Automated FDG PET/CT radiomics for risk stratification in newly diagnosed diffuse large B-cell lymphoma

A direct anchor for the imaging-AI identity: automated PET/CT segmentation paired with downstream radiomics for DLBCL risk stratification.

View publication
Blood2023

Artificial Intelligence Derived Changes between Baseline and Interim FDG-PET/CT Radiomics Features Are Associated with Survival Outcomes in DLBCL

Shows the imaging program extending beyond baseline description into delta-radiomics and treatment-response trajectory analysis.

View publication
Blood2024

Radiomics-Based Biomarkers for Risk Stratification in Newly Diagnosed Multiple Myeloma

Extends the PET/CT radiomics work into multiple myeloma and supports the broader point that the imaging program is not limited to one disease setting.

View publication
iScience2022

A machine learning model of response to hypomethylating agents in myelodysplastic syndromes

Illustrates movement from prognosis into treatment-response prediction and further reinforces the disease-focused hematology AI thread.

View publication
mBio2015

Rapid genome assembly and comparison decode intrastrain variation in human alphaherpesviruses

An early computational publication that helps explain why the current AI work has unusually deep software and pipeline roots.

View publication

THOUGHT LEADERSHIP

Invited talks, speaking, and public-facing AI commentary

For outside collaborators, invited speaking and public writing are often useful trust signals because they show how someone thinks in front of a sophisticated audience—not only what appears on a CV.

Plenary keynote

EBCC14

Keynote-level speaking on artificial intelligence in oncology, with emphasis on current capabilities, future opportunities, and the standards needed for responsible adoption.

Invited oncology talk

City of Hope

Invited presentation work around AI in oncology and the realistic clinical utility of emerging predictive models.

Featured talk

Scripps Health

Publicly surfaced “AI in Oncology: Prime Time” presentation, showing a sustained public-facing role in explaining the field to practicing clinicians.

Leadership and service

Research community participation

Founder of an AI Interest Group and the Mayo Hematology AI Group, with ongoing peer-review and scholarly service across AI-related manuscripts and grant activity.

SHORT BIOS

Professional bios for organizers and collaborators

Included here because they are often useful for conference materials, collaboration summaries, or concise introductions.

80 words

Jacob T. Shreve, MD, MS, is a hematologist/medical oncologist and physician–computer scientist whose work sits at the intersection of cancer care, bioinformatics, and artificial intelligence. Trained at Purdue University, Indiana University School of Medicine, Cleveland Clinic, and Mayo Clinic, he has built a career focused on clinically grounded AI in oncology, including radiomics, multimodal predictive modeling, and precision medicine. His work emphasizes reproducibility, external validation, and practical integration into real clinical workflows.

150 words

Jacob T. Shreve, MD, MS, is a hematologist/medical oncologist and physician-scientist with an unusually deep foundation in bioinformatics, software-driven research, and translational artificial intelligence. Before entering medicine, he worked across academic and private-sector computational biology, contributing to genome analysis, pipeline development, and viral genomics. He later completed medical training at Indiana University School of Medicine, internal medicine residency at Cleveland Clinic, and hematology/oncology fellowship at Mayo Clinic.

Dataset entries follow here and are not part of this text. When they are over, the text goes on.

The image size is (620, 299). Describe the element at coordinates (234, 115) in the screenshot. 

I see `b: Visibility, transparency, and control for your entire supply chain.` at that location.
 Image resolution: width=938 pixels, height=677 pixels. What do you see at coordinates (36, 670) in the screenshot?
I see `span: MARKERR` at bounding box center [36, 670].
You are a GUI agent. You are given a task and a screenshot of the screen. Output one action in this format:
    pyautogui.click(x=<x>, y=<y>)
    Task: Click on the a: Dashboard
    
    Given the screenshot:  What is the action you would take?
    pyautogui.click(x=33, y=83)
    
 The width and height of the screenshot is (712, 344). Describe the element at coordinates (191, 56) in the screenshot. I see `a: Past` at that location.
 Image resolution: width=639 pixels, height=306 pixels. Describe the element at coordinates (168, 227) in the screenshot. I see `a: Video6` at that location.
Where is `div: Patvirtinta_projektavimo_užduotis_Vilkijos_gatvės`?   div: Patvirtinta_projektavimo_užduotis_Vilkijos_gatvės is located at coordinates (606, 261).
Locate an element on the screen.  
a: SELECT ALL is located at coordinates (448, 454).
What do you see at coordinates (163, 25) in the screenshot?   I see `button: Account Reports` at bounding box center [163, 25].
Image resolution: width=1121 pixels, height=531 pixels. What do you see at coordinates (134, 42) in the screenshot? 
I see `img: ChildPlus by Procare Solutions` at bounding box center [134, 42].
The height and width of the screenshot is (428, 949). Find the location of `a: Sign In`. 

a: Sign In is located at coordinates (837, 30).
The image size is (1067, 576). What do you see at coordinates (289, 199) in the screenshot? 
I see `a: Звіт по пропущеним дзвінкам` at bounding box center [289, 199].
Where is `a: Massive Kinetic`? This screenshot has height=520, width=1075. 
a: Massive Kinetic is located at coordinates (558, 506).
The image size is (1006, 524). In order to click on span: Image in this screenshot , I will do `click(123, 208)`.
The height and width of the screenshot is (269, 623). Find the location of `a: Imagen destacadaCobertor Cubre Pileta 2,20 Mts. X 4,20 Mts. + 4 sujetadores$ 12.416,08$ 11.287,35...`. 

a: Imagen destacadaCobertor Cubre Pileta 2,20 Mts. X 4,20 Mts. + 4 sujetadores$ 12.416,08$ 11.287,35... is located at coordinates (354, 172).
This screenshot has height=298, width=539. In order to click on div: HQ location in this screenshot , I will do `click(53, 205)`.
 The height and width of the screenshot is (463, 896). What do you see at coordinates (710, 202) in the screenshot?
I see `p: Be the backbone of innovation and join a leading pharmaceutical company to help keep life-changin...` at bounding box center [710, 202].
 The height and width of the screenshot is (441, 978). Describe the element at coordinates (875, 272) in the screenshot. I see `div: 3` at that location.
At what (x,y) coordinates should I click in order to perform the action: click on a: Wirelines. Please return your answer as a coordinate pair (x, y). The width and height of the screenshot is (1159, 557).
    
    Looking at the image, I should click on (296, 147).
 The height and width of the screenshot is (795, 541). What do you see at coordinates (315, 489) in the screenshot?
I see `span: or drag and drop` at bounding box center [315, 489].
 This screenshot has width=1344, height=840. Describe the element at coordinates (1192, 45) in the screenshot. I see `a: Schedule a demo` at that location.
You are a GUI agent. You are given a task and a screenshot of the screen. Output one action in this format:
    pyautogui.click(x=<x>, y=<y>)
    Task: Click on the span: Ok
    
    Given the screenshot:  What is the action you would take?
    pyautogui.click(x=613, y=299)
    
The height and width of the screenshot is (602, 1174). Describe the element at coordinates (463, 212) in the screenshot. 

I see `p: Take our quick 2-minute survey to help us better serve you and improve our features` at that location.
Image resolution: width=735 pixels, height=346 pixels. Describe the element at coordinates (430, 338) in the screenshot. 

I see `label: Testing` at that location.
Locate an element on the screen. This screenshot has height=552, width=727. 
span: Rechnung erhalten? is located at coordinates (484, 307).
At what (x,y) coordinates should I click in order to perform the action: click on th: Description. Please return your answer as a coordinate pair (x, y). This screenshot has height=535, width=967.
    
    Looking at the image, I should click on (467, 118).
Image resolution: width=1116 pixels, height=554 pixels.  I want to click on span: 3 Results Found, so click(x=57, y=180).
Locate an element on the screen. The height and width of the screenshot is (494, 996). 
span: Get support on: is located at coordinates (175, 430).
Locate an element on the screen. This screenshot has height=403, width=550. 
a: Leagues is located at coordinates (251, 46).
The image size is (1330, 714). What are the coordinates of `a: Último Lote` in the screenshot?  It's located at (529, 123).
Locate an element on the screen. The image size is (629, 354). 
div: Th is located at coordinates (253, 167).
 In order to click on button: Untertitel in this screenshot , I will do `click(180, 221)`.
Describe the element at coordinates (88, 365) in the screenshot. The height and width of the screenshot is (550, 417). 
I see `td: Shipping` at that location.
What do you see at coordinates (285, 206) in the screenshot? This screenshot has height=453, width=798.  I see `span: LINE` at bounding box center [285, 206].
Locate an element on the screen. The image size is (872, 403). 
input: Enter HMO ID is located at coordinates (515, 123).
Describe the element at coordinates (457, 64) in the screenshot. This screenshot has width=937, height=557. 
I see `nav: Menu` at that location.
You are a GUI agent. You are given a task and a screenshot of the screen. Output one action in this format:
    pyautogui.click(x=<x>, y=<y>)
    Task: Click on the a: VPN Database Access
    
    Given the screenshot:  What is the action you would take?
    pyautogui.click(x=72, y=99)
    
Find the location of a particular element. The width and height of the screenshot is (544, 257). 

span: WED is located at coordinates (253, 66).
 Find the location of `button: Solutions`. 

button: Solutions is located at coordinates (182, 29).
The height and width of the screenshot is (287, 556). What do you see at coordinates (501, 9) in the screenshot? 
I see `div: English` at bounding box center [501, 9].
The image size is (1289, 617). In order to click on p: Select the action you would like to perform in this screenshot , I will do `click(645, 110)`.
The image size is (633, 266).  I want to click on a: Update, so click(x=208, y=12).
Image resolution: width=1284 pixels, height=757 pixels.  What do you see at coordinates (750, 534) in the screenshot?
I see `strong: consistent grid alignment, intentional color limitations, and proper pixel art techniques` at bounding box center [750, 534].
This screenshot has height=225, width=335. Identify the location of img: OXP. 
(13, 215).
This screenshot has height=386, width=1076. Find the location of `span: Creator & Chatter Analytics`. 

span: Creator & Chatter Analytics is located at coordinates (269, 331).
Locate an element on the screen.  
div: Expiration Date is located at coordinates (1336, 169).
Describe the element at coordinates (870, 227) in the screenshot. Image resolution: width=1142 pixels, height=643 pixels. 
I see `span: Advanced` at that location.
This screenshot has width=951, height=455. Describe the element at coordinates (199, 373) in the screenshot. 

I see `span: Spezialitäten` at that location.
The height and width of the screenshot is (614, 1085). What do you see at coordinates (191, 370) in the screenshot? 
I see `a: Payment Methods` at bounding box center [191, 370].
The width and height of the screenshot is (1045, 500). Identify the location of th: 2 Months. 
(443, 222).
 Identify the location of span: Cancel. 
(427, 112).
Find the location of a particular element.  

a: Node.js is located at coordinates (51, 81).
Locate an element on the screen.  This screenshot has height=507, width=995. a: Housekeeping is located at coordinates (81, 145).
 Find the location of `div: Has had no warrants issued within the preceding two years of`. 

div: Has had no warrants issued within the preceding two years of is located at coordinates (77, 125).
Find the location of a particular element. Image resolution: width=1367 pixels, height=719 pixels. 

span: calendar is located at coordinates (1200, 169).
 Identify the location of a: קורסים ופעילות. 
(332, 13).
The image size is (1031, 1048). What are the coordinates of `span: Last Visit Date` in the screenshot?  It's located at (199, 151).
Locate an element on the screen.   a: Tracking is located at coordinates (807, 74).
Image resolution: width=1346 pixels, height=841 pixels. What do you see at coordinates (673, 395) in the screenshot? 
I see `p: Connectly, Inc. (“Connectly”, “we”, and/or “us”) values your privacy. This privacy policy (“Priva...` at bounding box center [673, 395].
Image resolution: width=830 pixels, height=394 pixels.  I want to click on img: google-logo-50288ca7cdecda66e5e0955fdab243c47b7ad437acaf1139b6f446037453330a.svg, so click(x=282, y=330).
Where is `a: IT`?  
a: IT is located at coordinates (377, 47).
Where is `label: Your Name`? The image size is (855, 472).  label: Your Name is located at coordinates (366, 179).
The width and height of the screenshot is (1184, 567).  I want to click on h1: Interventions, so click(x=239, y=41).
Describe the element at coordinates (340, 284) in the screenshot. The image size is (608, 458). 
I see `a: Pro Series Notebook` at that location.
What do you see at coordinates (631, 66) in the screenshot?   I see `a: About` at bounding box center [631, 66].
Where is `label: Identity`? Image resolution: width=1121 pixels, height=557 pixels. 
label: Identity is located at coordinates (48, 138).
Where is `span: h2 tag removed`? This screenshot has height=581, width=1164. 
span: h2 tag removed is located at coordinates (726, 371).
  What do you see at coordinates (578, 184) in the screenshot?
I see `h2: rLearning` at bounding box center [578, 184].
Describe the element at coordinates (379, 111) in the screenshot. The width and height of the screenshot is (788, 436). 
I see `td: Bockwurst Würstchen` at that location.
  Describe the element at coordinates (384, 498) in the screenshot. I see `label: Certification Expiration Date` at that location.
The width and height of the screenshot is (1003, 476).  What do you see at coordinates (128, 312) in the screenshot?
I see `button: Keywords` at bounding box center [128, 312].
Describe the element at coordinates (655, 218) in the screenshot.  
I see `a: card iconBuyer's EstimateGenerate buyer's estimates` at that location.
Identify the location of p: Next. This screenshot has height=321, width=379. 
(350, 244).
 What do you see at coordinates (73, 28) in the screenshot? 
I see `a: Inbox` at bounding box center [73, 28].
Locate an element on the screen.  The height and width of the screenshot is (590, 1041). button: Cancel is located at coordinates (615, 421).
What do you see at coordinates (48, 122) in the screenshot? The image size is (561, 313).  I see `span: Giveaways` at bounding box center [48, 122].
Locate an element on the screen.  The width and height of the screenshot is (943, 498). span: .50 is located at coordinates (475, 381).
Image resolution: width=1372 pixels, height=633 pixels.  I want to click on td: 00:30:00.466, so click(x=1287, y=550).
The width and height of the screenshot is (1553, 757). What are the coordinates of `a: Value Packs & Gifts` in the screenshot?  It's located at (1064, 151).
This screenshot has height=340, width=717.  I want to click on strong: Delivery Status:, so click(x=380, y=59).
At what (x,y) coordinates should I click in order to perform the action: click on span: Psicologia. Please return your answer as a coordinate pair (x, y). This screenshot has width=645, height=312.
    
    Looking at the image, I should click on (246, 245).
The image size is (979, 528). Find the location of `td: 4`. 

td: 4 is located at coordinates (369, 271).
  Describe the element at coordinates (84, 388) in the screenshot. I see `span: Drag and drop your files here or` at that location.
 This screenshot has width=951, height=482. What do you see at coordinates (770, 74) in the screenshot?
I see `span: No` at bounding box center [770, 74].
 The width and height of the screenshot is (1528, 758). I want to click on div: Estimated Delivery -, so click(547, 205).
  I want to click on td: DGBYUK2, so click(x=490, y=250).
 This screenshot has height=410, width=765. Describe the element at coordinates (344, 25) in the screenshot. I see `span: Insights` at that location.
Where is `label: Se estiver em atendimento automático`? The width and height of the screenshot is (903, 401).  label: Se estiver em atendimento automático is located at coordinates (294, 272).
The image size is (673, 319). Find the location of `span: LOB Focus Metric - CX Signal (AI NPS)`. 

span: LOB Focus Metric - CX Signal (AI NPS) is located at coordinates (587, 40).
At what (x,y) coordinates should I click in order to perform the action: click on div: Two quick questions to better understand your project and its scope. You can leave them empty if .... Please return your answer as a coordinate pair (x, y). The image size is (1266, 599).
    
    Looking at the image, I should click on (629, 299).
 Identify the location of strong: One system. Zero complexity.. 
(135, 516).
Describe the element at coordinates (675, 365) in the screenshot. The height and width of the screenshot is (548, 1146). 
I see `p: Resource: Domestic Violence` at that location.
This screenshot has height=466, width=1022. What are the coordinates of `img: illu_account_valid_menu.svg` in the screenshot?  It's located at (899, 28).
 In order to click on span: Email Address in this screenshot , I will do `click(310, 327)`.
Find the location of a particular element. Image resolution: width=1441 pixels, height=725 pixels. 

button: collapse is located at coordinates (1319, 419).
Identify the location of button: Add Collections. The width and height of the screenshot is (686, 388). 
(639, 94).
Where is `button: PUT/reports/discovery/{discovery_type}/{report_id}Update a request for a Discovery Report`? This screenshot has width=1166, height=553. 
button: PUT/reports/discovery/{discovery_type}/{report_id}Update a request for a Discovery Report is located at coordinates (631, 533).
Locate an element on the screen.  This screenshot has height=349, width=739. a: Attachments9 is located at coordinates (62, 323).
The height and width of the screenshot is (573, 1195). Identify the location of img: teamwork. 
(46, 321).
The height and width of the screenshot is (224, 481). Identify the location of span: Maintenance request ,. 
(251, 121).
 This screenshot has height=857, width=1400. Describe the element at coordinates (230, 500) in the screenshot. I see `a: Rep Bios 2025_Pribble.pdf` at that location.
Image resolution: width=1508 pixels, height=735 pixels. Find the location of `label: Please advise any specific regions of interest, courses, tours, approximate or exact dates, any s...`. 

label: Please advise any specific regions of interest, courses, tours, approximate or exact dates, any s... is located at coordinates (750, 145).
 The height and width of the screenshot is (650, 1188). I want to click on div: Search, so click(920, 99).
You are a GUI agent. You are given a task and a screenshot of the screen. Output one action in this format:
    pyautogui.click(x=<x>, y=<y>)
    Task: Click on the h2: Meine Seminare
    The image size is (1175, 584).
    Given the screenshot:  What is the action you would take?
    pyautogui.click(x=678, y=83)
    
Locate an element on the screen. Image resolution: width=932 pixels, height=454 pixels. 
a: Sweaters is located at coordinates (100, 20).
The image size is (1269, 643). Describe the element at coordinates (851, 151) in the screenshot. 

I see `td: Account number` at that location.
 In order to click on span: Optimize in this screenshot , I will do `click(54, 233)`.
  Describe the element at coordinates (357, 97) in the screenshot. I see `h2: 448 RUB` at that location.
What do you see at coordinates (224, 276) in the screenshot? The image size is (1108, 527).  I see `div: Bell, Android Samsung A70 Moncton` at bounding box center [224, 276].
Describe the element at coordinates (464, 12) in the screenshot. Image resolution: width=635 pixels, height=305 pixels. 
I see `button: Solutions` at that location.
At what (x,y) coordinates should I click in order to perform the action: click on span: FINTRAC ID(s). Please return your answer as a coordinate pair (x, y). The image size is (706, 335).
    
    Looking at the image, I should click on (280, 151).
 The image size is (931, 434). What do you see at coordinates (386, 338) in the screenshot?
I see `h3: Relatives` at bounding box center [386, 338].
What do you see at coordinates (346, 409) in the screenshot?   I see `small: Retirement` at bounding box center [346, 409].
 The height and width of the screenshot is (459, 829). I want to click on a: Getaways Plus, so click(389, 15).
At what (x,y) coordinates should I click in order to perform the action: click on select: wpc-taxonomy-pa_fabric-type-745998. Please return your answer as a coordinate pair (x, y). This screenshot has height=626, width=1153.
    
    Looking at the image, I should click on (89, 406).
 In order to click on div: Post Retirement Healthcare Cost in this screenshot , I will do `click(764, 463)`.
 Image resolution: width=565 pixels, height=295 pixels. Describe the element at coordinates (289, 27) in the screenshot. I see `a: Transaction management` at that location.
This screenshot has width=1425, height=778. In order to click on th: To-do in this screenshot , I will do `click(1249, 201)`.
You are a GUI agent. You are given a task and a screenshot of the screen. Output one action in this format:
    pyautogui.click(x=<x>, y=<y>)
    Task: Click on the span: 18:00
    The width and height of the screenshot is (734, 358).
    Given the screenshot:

His research portfolio spans precision medicine, machine learning in hematologic malignancies, PET/CT radiomics, computer vision, and multimodal clinical prediction. He has authored and coauthored work ranging from genomics and virology to myelodysplastic syndromes, acute myeloid leukemia, oncology outcomes prediction, and AI in cancer care. Across scholarship and public talks, he is known for advocating AI that is rigorous, reproducible, externally validated, and genuinely usable in clinical practice.